Saturday, June 30, 2012

Some thoughts on traditional publishing

I think there's something to be said for good old-fashioned rejection. Nothing builds character or inspires determination in an artist quite so well as the occasional dose of "anti-affirmation;" be it the stinging rebuke of a revered authority figure we are then bound and determined to prove worng; or the faceless form letter from a prestigious publisher summarily rejecting the fruit of our blood, sweat, toil and tears. To a real writer these things are little more than bumps in the road; we dry our tears, dust off our butts and go back to the writing room, hell-bent on "showing them!"


Unfortunately, this sort of rejection is quickly becoming a thing of the past, and that is definitely too bad.


There was a time in my career when I was quite resentful of those I saw as the self-appointed gate-keepers in the publishing industry; the literary agents and editors who seemed to have so much power over the fate of my work. Why, I wondered, should these people, hanging out cliquishly on the east or west coast with their snobbish prep-school predilections and all-too questionable literary tastes, have the ability to keep me from being heard? What gave them the right to judge me? Who the hell did they think they were?


More recently, the relative ease of self-publication in various electronic formats—e-books, websites—has loosened a brick or two from the elite citadel of traditional publishing. Agents and editors no longer wield the absolute power of artistic life-and-death. There are other ways of getting in and breaking out. Amazon’s Kindle and the Barnes and Noble Nook—to name only two of many platforms—have ushered in a new Renaissance in the once sleepy world of the independent author.


But every innovation comes with its own share of growing pains. The difficulty now, is that the market is choked with reams of un-vetted garbage, amateurishly conceived, poorly written, sloppily edited—if at all—carelessly formatted cyber-vanity publications, the collective effluvium of a vast literary sewer. The best you can say about it is that trees are no longer being sacrificed for pulp, nor warehouses glutted with pallets of forlorn returns.


Holding my nose at all this, I have found a grudging appreciation for the role of the gate-keeper. In sitting down with a new writer, the best agents and editors would always begin by asking, “So, what do you read? Who are your influences?” This seems almost quaint by today’s standards, when more and more self-proclaimed authors boast about not reading—sometimes not reading at all—ignorantly claiming that to be exposed to the work of another writer might “ruin” them through undue subconscious influence, or somehow sap their amazing personal wellspring of originality. This, of course, is absolute and total crap. Good writers read—often voraciously. Good writers know that there is nothing from which they cannot learn; whether it’s good and offers an interesting example of how to, or bad and clearly demonstrated how not to. 


But some issues go much deeper. A skilled editor skimming a manuscript can almost immediately identify an amateur from the poor spelling alone. This morning I was looking at a sample excerpt from an e-book by a young woman who was complaining that nobody wanted to buy her title. In the second paragraph I found, not once, but twice, the bewildering use of the word “passed” which was, in fact, a careless misspelling of “past.” How could anyone miss something so rudimentary? The editor would have stopped reading immediately, circled the error and popped the manuscript back into the mail, probably not even bothering to include a form rejection. And he or she would have been right to do so; this kind of dilettante manure is a waste of everyone’s time, and it doesn’t matter if “the story is good” or not.


A good writer—a real writer—takes pride in her craft, is aware of every detail in the text, like a competent captain knowing his ship from stem to stern. A real writer strives to attain professional standards, even if perfection is theoretically out of reach. Errors like the ones that made me stop reading that young woman’s sample, ought to have kept her awake at night; haunted her, shamed her, embarrassed her until she hired an editor or read a good book on self-editing. That no one was there to discourage her from going ahead and publishing her title in so unready a state is a sad thought indeed.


* Task details *
Could you please output all of the records exactly?

* Given data *
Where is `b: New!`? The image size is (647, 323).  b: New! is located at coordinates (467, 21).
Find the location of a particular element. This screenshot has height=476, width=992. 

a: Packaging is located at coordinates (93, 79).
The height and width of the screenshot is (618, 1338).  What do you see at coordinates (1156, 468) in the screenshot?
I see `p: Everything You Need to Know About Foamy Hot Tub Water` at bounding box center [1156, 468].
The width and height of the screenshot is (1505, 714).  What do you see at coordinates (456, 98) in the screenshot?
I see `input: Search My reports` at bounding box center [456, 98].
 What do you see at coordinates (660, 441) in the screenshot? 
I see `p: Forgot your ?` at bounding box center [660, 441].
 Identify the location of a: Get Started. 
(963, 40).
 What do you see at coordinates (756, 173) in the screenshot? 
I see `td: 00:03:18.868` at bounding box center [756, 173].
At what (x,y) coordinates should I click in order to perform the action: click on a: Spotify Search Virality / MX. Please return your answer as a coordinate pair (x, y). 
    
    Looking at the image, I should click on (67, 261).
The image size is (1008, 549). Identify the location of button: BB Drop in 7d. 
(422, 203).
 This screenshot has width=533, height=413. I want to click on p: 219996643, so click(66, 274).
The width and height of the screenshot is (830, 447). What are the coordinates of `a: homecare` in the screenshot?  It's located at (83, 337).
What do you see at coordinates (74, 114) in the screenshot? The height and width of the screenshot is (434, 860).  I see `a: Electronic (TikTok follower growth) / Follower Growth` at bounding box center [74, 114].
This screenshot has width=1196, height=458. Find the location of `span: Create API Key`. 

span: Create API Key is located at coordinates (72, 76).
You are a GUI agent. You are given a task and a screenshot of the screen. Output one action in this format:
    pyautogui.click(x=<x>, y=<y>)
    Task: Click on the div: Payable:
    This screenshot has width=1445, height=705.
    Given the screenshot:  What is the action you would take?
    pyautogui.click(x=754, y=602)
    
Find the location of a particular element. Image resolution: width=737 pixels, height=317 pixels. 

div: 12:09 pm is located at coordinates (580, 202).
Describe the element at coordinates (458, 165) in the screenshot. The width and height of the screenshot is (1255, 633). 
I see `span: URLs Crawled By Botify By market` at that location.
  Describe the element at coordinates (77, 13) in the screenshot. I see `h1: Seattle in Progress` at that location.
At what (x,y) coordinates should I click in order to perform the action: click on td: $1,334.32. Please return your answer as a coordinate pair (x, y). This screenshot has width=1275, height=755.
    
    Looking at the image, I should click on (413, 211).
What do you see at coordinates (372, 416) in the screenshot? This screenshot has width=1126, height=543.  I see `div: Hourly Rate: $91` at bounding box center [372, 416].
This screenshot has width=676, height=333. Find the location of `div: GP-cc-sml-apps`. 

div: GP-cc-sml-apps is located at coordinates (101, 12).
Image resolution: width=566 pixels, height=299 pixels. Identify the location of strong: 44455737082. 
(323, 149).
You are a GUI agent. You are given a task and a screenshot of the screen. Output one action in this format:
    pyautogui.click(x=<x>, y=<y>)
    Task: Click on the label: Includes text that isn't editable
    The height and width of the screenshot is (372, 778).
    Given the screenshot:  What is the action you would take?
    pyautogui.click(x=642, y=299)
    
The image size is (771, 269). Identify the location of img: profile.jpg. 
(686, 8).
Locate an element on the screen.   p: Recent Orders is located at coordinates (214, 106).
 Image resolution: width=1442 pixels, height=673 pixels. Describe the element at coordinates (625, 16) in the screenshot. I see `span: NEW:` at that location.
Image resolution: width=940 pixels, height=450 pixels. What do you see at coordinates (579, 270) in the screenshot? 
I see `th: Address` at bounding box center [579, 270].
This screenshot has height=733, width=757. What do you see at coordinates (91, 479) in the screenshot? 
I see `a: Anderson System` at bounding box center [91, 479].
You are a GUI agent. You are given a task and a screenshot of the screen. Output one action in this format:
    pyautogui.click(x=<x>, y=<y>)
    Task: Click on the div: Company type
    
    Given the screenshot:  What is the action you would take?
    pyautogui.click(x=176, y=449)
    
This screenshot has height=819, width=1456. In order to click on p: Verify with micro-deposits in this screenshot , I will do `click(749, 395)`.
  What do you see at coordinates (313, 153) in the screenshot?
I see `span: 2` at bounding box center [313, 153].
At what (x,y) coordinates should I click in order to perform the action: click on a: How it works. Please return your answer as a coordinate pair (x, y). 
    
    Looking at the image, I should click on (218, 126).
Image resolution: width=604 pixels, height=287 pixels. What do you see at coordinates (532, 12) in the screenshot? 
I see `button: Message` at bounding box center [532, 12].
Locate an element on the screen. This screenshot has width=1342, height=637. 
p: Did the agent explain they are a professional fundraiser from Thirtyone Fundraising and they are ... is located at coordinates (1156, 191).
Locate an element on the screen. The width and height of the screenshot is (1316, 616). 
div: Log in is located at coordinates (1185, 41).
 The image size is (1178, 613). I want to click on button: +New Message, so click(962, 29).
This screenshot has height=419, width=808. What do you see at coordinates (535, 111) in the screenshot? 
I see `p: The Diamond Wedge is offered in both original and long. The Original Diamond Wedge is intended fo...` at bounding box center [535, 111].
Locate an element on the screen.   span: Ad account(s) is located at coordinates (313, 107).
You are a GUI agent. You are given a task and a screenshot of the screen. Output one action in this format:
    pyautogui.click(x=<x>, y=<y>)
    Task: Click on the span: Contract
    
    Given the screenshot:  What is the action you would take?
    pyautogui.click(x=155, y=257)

* Written response *
Where is `b: New!`? The image size is (647, 323).  b: New! is located at coordinates (467, 21).
Find the location of a particular element. This screenshot has height=476, width=992. 

a: Packaging is located at coordinates (93, 79).
The height and width of the screenshot is (618, 1338).  What do you see at coordinates (1156, 468) in the screenshot?
I see `p: Everything You Need to Know About Foamy Hot Tub Water` at bounding box center [1156, 468].
The width and height of the screenshot is (1505, 714).  What do you see at coordinates (456, 98) in the screenshot?
I see `input: Search My reports` at bounding box center [456, 98].
 What do you see at coordinates (660, 441) in the screenshot? 
I see `p: Forgot your ?` at bounding box center [660, 441].
 Identify the location of a: Get Started. 
(963, 40).
 What do you see at coordinates (756, 173) in the screenshot? 
I see `td: 00:03:18.868` at bounding box center [756, 173].
At what (x,y) coordinates should I click in order to perform the action: click on a: Spotify Search Virality / MX. Please return your answer as a coordinate pair (x, y). 
    
    Looking at the image, I should click on (67, 261).
The image size is (1008, 549). Identify the location of button: BB Drop in 7d. 
(422, 203).
 This screenshot has width=533, height=413. I want to click on p: 219996643, so click(66, 274).
The width and height of the screenshot is (830, 447). What are the coordinates of `a: homecare` in the screenshot?  It's located at (83, 337).
What do you see at coordinates (74, 114) in the screenshot? The height and width of the screenshot is (434, 860).  I see `a: Electronic (TikTok follower growth) / Follower Growth` at bounding box center [74, 114].
This screenshot has width=1196, height=458. Find the location of `span: Create API Key`. 

span: Create API Key is located at coordinates (72, 76).
You are a GUI agent. You are given a task and a screenshot of the screen. Output one action in this format:
    pyautogui.click(x=<x>, y=<y>)
    Task: Click on the div: Payable:
    This screenshot has width=1445, height=705.
    Given the screenshot:  What is the action you would take?
    pyautogui.click(x=754, y=602)
    
Find the location of a particular element. Image resolution: width=737 pixels, height=317 pixels. 

div: 12:09 pm is located at coordinates (580, 202).
Describe the element at coordinates (458, 165) in the screenshot. The width and height of the screenshot is (1255, 633). 
I see `span: URLs Crawled By Botify By market` at that location.
  Describe the element at coordinates (77, 13) in the screenshot. I see `h1: Seattle in Progress` at that location.
At what (x,y) coordinates should I click in order to perform the action: click on td: $1,334.32. Please return your answer as a coordinate pair (x, y). This screenshot has width=1275, height=755.
    
    Looking at the image, I should click on (413, 211).
What do you see at coordinates (372, 416) in the screenshot? This screenshot has width=1126, height=543.  I see `div: Hourly Rate: $91` at bounding box center [372, 416].
This screenshot has width=676, height=333. Find the location of `div: GP-cc-sml-apps`. 

div: GP-cc-sml-apps is located at coordinates (101, 12).
Image resolution: width=566 pixels, height=299 pixels. Identify the location of strong: 44455737082. 
(323, 149).
You are a GUI agent. You are given a task and a screenshot of the screen. Output one action in this format:
    pyautogui.click(x=<x>, y=<y>)
    Task: Click on the label: Includes text that isn't editable
    The height and width of the screenshot is (372, 778).
    Given the screenshot:  What is the action you would take?
    pyautogui.click(x=642, y=299)
    
The image size is (771, 269). Identify the location of img: profile.jpg. 
(686, 8).
Locate an element on the screen.   p: Recent Orders is located at coordinates (214, 106).
 Image resolution: width=1442 pixels, height=673 pixels. Describe the element at coordinates (625, 16) in the screenshot. I see `span: NEW:` at that location.
Image resolution: width=940 pixels, height=450 pixels. What do you see at coordinates (579, 270) in the screenshot? 
I see `th: Address` at bounding box center [579, 270].
This screenshot has height=733, width=757. What do you see at coordinates (91, 479) in the screenshot? 
I see `a: Anderson System` at bounding box center [91, 479].
You are a GUI agent. You are given a task and a screenshot of the screen. Output one action in this format:
    pyautogui.click(x=<x>, y=<y>)
    Task: Click on the div: Company type
    
    Given the screenshot:  What is the action you would take?
    pyautogui.click(x=176, y=449)
    
This screenshot has height=819, width=1456. In order to click on p: Verify with micro-deposits in this screenshot , I will do `click(749, 395)`.
  What do you see at coordinates (313, 153) in the screenshot?
I see `span: 2` at bounding box center [313, 153].
At what (x,y) coordinates should I click in order to perform the action: click on a: How it works. Please return your answer as a coordinate pair (x, y). 
    
    Looking at the image, I should click on (218, 126).
Image resolution: width=604 pixels, height=287 pixels. What do you see at coordinates (532, 12) in the screenshot? 
I see `button: Message` at bounding box center [532, 12].
Locate an element on the screen. This screenshot has width=1342, height=637. 
p: Did the agent explain they are a professional fundraiser from Thirtyone Fundraising and they are ... is located at coordinates (1156, 191).
Locate an element on the screen. The width and height of the screenshot is (1316, 616). 
div: Log in is located at coordinates (1185, 41).
 The image size is (1178, 613). I want to click on button: +New Message, so click(962, 29).
This screenshot has height=419, width=808. What do you see at coordinates (535, 111) in the screenshot? 
I see `p: The Diamond Wedge is offered in both original and long. The Original Diamond Wedge is intended fo...` at bounding box center [535, 111].
Locate an element on the screen.   span: Ad account(s) is located at coordinates (313, 107).
You are a GUI agent. You are given a task and a screenshot of the screen. Output one action in this format:
    pyautogui.click(x=<x>, y=<y>)
    Task: Click on the span: Contract
    
    Given the screenshot:  What is the action you would take?
    pyautogui.click(x=155, y=257)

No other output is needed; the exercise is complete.